10 Jul Richard Freeman returns to Telluride for Yoga Fest
[click “Play” to hear Richard Freeman]
Freeman is a teacher’s teacher, who lost his principal teacher last month, Sri K. Pattabhi Jois, 1915-2009, the smiling, pot-bellied man who favored Calvin Klein shorts and famously said, “Do your practice and all is coming.” Yoga is 99 percent practice and 1% theory.
Yoga has entered the mainstream in the West, particularly in urban centers: everywhere people who drive Priuses and eat organic veggies are practicing one of the many flavors of Hatha yoga, the yoga of action. Devotees are divided into tribes: Iyengar students obsess about building precisely articulated poses with straps, blocks and bolsters. Ashtangi just go for it: they tend to be ripped from all the stretching, toning and balancing moves of the six series. Freeman, originally an Astangi, is no exception – but with a mind as toned and flexible as his body.
I was privileged to be one of the faces in the crowd last year when Richard Freeman taught at the nascent Telluride Yoga Fest and I have to admit, although I am a card-carrying member of another tribe – I am a Viniyoga instructor – I was mesmerized by his metaphorical teaching style. (I seem to be drawn to brainiacs like Freeman. The senior teacher in my lineage, Gary Kraftsow, also possesses astonishing intellectual dexterity.)
Richard Freeman talked about his students becoming “connoisseurs of the breath,” enjoining us to “breathe as if we were invoking our true love and paste the mantra on top.” Suggestions with regard to the biomechanics of asana included “lifting the ‘happy pot’ off the pelvic floor to expose it to awareness.” “Splay open your toes so the feathers of your buttocks open.”
In Freeman-speak, the central channel of our body, the susumna, is “where the You of you swells.” The inhale is the “summer solstice,” the formation of life, and the exhale – you guessed it – is “like death.”
Freeman’s metaphor for an asana practice: “Churn until you get butter.” And Yoga?” At least at the entry level of asana: “Yoga is the reawakening of the tailbone.”
Richard Freeman began studying Yoga in 1968, the same year the wars in Vietnam and the black ghettos were brought into everyone’s living room through the medium of TV. Students were rioting on college campuses and both Robert F. Kennedy and Martin Luther King were shot dead. Lyndon Johnson’s presidency was ending. The Nixon era was about to begin. Freeman stayed in Asia for nine years, studying various Eastern traditions.
Although Ashtanga is the linchpin of his practice, Richard Freeman’s comprehensive background also includes the study Sufism in Iran, Zen and Vipassana Buddhist practices, Bhakti and traditional Hatha yoga in India.
In 1974, Freeeman began an in-depth study of Iyengar yoga, which eventually led him to the Ashtanga Vinyasa yoga he teaches, a potent hybrid. At workshops, Freeman tends to blend yoga methodologies and philosophies with impunity, because the threads that bind them together – the teachings of the early Upanishads that blossom in later in the practices of Hatha Yoga and Tantra – are firmly within his grasp. He also tends to be liberal with humor, knowing complex lessons go down better with honey rather than vinegar.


- What you are asked to do
Leaving out every line that comes before the one containing "Detect *skyscraper*. Provide", output the rest of the records exactly, the final line included.

--- The data Enclosed Below ---

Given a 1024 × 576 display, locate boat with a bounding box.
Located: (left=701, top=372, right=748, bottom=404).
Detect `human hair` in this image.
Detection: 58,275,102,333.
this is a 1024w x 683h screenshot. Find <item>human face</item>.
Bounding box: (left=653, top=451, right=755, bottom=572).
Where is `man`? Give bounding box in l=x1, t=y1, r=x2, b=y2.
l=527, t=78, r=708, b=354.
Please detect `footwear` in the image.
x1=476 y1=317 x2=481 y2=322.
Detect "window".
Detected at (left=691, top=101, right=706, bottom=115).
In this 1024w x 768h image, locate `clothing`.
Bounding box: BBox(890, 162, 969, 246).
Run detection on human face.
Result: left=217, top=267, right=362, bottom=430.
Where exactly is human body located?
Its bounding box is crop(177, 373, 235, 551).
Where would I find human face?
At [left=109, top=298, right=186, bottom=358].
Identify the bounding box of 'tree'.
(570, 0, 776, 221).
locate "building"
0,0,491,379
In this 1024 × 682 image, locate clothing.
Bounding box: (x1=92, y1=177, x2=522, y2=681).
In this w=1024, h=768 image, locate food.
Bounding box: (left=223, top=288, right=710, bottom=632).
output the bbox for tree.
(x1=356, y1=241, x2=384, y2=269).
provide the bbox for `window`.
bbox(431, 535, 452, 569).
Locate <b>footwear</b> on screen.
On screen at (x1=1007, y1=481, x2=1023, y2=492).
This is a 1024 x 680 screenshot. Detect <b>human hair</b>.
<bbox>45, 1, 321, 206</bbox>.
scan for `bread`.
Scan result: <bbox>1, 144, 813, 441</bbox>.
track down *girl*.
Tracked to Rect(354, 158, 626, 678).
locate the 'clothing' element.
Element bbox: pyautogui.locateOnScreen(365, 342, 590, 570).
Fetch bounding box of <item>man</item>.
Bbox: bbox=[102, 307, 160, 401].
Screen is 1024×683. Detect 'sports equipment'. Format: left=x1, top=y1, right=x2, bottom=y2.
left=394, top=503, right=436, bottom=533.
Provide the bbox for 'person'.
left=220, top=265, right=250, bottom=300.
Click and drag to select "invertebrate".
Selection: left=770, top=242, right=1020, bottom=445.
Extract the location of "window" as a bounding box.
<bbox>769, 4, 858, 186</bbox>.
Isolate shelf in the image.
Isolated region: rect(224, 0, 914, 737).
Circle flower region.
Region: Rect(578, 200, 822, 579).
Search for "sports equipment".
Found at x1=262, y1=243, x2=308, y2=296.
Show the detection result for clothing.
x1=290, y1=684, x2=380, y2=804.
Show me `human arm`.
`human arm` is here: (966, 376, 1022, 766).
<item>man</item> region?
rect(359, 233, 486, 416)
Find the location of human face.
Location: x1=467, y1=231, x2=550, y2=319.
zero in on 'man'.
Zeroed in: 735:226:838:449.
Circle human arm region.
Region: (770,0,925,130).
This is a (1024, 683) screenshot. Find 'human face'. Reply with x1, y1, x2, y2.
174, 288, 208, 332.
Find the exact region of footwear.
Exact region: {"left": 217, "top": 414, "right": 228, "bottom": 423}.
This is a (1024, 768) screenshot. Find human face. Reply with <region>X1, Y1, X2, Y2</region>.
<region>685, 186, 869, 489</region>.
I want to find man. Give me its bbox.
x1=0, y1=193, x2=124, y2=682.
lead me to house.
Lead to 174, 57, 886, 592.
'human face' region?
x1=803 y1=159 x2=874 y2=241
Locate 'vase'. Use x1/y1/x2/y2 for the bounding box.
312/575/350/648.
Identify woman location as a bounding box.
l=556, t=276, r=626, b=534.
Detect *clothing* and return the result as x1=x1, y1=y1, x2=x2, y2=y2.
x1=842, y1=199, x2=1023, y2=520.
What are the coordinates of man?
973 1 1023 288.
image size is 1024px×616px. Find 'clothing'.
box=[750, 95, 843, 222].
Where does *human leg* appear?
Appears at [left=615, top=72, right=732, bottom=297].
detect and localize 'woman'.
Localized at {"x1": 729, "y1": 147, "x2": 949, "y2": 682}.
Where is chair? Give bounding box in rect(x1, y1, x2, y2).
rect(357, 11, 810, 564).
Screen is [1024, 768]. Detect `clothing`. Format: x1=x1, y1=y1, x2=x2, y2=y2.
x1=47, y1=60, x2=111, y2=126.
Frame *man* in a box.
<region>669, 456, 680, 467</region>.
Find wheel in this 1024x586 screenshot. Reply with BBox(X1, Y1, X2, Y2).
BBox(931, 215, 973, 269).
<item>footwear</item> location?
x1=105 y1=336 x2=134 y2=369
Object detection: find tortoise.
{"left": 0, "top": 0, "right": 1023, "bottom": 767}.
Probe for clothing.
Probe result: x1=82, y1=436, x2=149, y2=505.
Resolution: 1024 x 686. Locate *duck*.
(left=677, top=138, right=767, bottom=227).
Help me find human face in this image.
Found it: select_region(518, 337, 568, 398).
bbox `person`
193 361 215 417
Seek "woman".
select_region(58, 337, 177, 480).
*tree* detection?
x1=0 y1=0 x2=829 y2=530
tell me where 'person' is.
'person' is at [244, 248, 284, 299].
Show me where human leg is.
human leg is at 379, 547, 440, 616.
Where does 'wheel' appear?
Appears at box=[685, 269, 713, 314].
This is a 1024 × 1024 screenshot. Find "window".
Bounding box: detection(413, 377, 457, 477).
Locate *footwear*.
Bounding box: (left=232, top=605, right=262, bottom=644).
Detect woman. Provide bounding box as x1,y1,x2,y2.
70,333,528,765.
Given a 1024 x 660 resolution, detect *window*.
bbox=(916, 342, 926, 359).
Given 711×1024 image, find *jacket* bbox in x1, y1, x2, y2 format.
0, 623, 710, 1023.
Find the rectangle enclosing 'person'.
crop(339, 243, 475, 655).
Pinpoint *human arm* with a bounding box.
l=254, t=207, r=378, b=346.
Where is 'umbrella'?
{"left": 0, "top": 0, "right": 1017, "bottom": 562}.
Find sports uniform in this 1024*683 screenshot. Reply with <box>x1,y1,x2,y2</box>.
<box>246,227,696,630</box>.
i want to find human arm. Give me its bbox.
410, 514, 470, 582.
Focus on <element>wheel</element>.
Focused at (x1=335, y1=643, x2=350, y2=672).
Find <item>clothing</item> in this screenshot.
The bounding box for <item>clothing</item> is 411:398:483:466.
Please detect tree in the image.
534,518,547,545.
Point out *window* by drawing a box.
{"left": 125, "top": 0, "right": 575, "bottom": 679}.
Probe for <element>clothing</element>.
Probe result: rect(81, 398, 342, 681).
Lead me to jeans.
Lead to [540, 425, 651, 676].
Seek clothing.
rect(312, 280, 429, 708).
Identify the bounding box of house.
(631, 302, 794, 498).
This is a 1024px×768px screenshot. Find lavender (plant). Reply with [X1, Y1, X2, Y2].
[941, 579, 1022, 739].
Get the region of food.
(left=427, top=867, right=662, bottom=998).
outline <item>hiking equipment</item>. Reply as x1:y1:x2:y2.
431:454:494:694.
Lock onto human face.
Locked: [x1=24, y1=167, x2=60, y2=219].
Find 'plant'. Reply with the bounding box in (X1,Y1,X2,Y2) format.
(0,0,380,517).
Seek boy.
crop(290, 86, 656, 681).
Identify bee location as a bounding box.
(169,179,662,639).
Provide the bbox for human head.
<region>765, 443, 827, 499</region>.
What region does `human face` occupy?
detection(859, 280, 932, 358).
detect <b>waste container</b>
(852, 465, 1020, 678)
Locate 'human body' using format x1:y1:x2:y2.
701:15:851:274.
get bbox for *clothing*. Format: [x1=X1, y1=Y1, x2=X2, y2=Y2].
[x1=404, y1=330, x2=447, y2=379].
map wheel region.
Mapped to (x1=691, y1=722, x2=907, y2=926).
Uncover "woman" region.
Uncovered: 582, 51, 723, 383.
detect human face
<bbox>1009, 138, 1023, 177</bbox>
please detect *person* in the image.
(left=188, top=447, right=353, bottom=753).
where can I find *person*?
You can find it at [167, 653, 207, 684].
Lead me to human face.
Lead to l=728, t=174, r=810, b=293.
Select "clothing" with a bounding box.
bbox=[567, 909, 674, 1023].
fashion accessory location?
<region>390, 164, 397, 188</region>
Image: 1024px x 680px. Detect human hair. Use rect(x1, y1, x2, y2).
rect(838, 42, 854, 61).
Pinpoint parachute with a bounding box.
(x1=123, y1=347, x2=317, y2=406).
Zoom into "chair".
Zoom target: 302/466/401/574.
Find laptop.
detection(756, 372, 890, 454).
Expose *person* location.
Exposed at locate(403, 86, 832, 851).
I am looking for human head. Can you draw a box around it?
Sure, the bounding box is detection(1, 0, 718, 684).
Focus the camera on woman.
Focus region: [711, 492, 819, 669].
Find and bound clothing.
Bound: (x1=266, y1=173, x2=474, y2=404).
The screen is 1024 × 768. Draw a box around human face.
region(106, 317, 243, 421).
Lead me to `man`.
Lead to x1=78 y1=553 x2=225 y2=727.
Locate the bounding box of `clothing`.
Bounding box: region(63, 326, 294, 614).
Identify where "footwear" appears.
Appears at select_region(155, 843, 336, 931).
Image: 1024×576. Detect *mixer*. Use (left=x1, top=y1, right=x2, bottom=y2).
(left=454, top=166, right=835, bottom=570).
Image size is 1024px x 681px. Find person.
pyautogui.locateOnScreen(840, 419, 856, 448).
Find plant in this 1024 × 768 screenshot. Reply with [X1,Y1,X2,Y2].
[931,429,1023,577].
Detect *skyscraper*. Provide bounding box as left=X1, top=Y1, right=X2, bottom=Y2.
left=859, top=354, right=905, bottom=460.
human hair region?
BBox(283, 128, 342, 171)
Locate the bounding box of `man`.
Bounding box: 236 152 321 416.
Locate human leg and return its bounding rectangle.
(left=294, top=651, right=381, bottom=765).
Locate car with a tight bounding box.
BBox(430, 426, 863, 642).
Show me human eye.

--- End of Enclosed The data ---

- The completed task
Detect *skyscraper*. Provide bounding box as left=X1, top=Y1, right=X2, bottom=Y2.
left=859, top=354, right=905, bottom=460.
human hair region?
BBox(283, 128, 342, 171)
Locate the bounding box of `man`.
Bounding box: 236 152 321 416.
Locate human leg and return its bounding rectangle.
(left=294, top=651, right=381, bottom=765).
Locate car with a tight bounding box.
BBox(430, 426, 863, 642).
Show me human eye.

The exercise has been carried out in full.